The stag is both hunter and prey; the mother and the son are lovers.
"That's how metaphorical thinking works," Marina smiles to reveal a mouthful of nicotine-sticky teeth. Of course, what I really want to know is: when do we get to meet the Firewalker.
"Fire is the secret of the night." Marina said.
"That means we have to wait here all day?" But Marina suddenly disappeared, like a spirit in a tree.
"According to tradition, the ashes of Kurban are the site of the fire." A young man at the table with me spoke up. He was odd-looking, always sitting without a drink, with a pale, bloodless complexion and prominent, stormy eyes that at a glance looked like they were cloaked in the skin of a cold-blooded reptile. He was a local firewalker.
It was not long before the band arrived - a man with a big drum on his body, a bagpiper with a round, fat body, a gypsy accordionist who looked like a melancholy Egyptian, and a young singer with a face like a sunflower. The singer brought in fresh air, as if a door had been opened and a beam of light had come in, and his whole being glowed. The bagpiper strides down the steps playing the same trembling note, not music composed with consciousness and mind, but the ancient sound of time. The accordionist played a melancholy tune to the rhythm of a cowhide drum, and the singer lit up his voice.
The crowd began to stir, and the forest clearing seemed to rise up carrying everyone, who leaned on the grass with glasses in hand, gazing at the mirrored river. "True firewalkers often have another talent," Marina said as she sat back down on the stump at some point, "either singing or prophesying."
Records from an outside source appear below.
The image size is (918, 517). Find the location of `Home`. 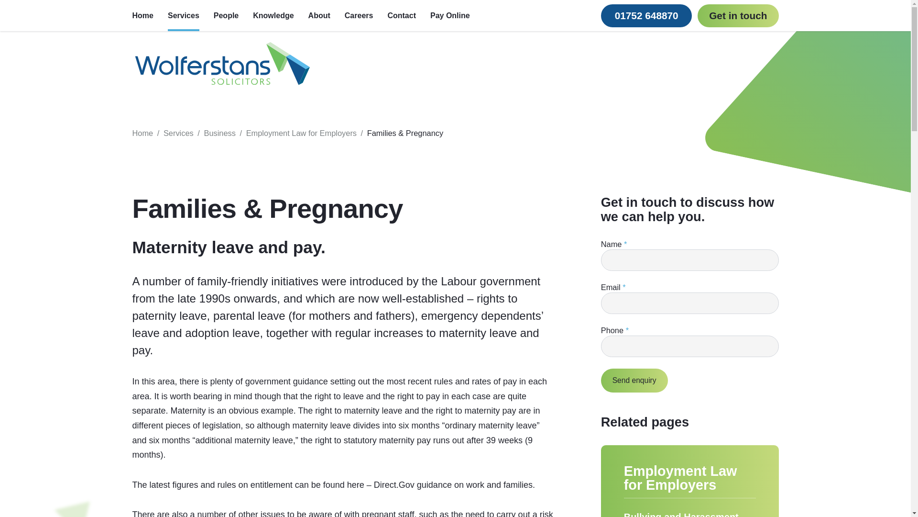

Home is located at coordinates (143, 133).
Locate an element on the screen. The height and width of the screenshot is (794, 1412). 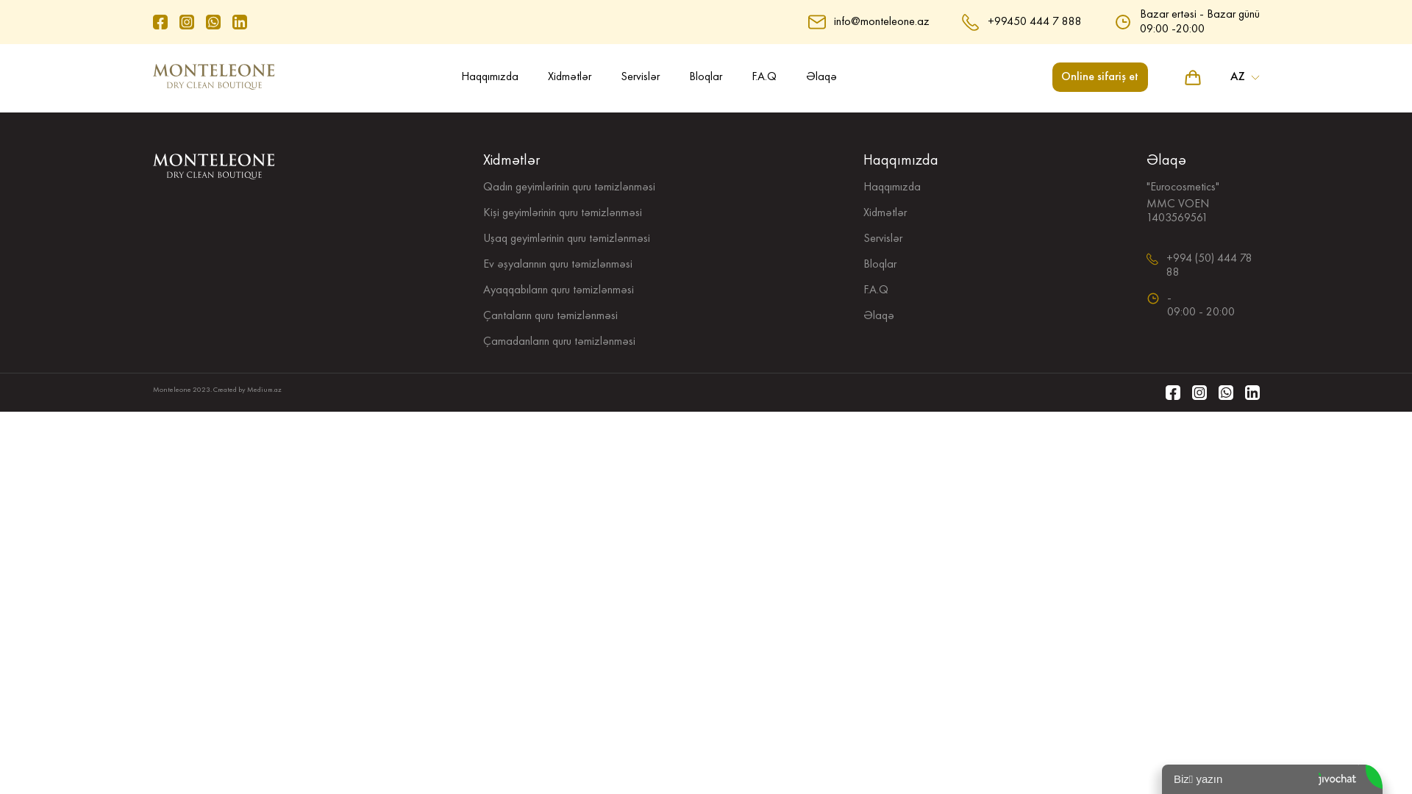
+99450 444 7 888 is located at coordinates (1034, 21).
Ancient Bulgarian fire-worshipping ritual pinterest.at photo
Fire-walking dance pinterest.at photo
During the First World War, she said, a fire-walker named Zlata from the nearby village of Urgari became famous. She was brutally accurate in predicting which of the village's young men would never return from the war. The firewalker can see the future in the coals, but here the future is always bad news. The Greek women who come to the Great Sacred Spring today are descendants of those firewalkers. Their forefathers had seen it all before the Balkan wars, with superhuman foresight: the wars, the exile, the loss of homes, livestock and children, the long, plundered road that already led to Greece.
"Why?" They flopped down in the ashes and wailed, "Why do we have to farm, have children, build houses? Woo-oo-oo-oo-oo-oo-oo-oo-oo-oo the blackest of blacks!"
They used to live next door to the house I was renting, and before it all happened, they already knew they would lose it forever. Many families had lost babies and children in the forests during the great migration after the Balkan Wars. Refugees of every race were attacked by a motley crew of all kinds, and even children were not spared. This is the classic Balkan dilemma: civilians are more afraid of war than combatants, and the remnants of the war endure in the shadows to this day.
"Fire and water," says Marina, "together they are a kind of pooled therapy. Without it, one goes mad." She continues, "Fire and water, at once purifying and destructive. That is why those who travel by fire must convey something."
"Convey what?"
"Suffering," Marina said, stomping out her cigarette on a tree root, "we all know suffering, but experiencing it, experiencing fire and water, bringing others together to empathize with it - it's an experience that comes from elsewhere experience, so the love of fire is not a family tradition."